While interest in Barolo is also on the rise, Rolph confirms: “It’s a region that still requires significant effort as regards educating customers.” That’s worth bearing in mind for the growing number of Piedmont producers being courted by La Place. It also helps to explain why, with the exception of a scattering of Amarone di Valpolicella, the system retains such a narrow regional focus.
You certainly need a pretty stellar reputation to jostle for attention in this increasingly crowded marketplace. “Producers are competing for exposure during the condensed La Place release period, and we have to be selective in regard to who we promote,” warns Rolph. “Some less established brands may see greater success if they choose to release outside of this busy period, whilst building their name.”
Relationship building
Rolph also shares Platt’s reservation about the impact of La Place on the relationship building that lies at the heart of the traditional wine trade.
“Selling via La Place can place limits on our ability to brand build by working in close partnership with producers,” he remarks. “So many producers make brilliant wine; that alone sometimes isn’t enough.”

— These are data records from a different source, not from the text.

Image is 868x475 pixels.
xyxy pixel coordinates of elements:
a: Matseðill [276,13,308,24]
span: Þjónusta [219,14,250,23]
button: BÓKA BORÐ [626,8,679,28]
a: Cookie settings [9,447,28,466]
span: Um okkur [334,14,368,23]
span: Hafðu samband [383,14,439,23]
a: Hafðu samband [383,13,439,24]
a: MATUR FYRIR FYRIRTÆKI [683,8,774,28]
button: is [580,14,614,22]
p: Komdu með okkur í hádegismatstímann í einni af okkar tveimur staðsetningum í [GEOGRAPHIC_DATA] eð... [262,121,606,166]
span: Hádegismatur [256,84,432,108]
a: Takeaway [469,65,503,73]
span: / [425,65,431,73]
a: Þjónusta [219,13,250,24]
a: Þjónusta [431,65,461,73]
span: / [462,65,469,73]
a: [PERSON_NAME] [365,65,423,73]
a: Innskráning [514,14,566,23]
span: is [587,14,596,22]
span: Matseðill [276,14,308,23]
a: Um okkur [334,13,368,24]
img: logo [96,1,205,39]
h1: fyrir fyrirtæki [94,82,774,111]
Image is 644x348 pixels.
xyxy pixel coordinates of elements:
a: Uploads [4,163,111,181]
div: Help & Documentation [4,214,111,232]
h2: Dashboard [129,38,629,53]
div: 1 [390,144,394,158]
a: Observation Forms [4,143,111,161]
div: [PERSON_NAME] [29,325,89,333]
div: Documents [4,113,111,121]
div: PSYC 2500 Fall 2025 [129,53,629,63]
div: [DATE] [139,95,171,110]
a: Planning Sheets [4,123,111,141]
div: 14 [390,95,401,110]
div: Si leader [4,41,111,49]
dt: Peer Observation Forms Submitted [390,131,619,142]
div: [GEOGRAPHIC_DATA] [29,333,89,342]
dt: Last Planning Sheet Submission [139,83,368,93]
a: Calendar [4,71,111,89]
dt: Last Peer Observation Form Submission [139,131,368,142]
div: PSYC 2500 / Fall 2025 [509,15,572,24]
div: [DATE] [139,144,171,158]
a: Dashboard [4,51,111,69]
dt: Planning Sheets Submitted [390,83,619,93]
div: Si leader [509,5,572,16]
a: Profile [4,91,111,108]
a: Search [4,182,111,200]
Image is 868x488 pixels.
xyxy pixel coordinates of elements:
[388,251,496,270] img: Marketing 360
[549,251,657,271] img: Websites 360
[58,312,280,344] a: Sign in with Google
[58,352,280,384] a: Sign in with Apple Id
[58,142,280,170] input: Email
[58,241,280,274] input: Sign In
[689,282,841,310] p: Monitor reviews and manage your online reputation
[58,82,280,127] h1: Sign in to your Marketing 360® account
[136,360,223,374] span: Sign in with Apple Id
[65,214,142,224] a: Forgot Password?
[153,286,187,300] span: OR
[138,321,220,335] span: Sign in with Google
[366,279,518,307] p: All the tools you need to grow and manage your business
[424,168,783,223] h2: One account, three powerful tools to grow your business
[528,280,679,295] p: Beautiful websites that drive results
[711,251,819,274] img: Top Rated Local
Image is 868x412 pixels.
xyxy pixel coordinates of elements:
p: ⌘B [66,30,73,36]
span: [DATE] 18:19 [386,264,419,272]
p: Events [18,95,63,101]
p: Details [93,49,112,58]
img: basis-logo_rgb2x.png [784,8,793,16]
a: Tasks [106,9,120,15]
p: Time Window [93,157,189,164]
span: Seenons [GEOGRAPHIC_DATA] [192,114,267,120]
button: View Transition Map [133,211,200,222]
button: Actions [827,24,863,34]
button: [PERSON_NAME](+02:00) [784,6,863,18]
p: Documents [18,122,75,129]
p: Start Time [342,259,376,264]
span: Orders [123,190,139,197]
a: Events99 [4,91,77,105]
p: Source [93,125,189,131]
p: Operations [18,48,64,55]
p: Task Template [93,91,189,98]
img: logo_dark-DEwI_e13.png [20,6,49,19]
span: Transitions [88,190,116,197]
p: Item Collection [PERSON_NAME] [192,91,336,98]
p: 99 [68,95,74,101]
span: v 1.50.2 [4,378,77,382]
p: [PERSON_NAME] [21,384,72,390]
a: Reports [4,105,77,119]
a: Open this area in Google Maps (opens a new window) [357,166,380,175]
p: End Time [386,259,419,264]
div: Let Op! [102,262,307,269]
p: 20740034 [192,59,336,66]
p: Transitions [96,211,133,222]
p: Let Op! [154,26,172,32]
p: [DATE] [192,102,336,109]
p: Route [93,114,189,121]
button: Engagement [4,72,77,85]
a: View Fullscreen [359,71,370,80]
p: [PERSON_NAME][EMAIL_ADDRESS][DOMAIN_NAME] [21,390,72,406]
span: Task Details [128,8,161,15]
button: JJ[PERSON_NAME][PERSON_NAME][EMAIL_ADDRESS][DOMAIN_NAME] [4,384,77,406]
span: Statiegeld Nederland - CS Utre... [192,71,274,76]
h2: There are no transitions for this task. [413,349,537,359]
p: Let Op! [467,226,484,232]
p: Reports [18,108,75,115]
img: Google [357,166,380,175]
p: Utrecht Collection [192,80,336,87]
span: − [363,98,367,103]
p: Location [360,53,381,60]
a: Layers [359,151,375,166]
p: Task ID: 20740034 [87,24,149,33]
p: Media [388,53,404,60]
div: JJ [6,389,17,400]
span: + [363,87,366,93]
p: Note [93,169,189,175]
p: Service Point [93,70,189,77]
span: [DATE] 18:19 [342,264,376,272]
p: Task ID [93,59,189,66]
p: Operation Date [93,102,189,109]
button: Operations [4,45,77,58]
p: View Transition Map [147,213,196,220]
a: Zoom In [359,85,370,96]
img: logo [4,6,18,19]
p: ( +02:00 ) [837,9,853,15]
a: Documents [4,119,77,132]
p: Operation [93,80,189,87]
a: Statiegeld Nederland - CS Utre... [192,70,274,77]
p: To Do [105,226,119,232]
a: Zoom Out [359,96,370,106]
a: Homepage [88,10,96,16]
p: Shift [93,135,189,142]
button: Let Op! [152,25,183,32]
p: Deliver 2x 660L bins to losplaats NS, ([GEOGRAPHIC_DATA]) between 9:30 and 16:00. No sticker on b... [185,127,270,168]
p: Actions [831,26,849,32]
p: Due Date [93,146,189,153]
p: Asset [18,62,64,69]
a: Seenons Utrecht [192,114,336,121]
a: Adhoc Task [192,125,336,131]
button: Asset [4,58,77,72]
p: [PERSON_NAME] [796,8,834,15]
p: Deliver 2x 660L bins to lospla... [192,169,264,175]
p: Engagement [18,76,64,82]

Occasionally it looks possible to have your cake and eat it. Tuscany’s Bibi Graetz has just started working directly with BBR for certain wines, including a global exclusive for its 2021 Balocchi di Cabernet Franc. Meanwhile other wines, Testamatta and Colore, are due to join La Place’s September releases.
Growing success
It might be tempting to draw a link between Italy’s growing success in the fine wine market and the country’s growing presence on La Place. Yet there’s an argument that these achievements have come despite, not because of, this sales channel.
“We don’t think that distribution via La Place has aided the Italian fine wine market,” is the blunt assessment of Matthew O’Connell, CEO of the LiveTrade platform run by merchant Bordeaux Index. “One of the issues we find is that the cross-regional nature of these releases can obscure collector focus on the key wines being released at the time, as well as understanding of the regional vintage dynamics.”

Pros and cons: Giovanni Mazzei says there are trade-offs in using La Place
Instead, O’Connell joins others in emphasising the importance of brand recognition. “There are clearly a lot of high-quality wines being made in Tuscany,” he observes, “but the demand for and price performance of individual names has most relied on recognition and consumer following rather than outright quality considerations, although there is obviously usually some connection between the two.”
A quick look at the top Italian performers on LiveTrade over the last year shows just how narrowly focused that consumer following remains.
Wave of expansion
As more and more producers from around the world pile onto La Place’s bandwagon, this challenge to stand out from the crowd looks set to become harder, yet more urgent than ever.
“La Place de Bordeaux seems to be riding the wave of expansion,” observes Hewitt of Liv-ex. “At present, all players can benefit from it: producers get more exposure, négociants can exploit more sources of revenue and fine wine merchants enjoy a wider choice of wines to offer their customers, who amass a more diversified portfolio, which lessens the risk of losses during a potential market downturn.”
Despite this short-term benefit, however, Hewitt warns: “There may yet be a saturation point where the benefits of being released through La Place are lost in an enormous jumble of releases.”
Any producer, Italian or not, who is seduced by the allure of La Place should give careful thought to whether this is really the place to be.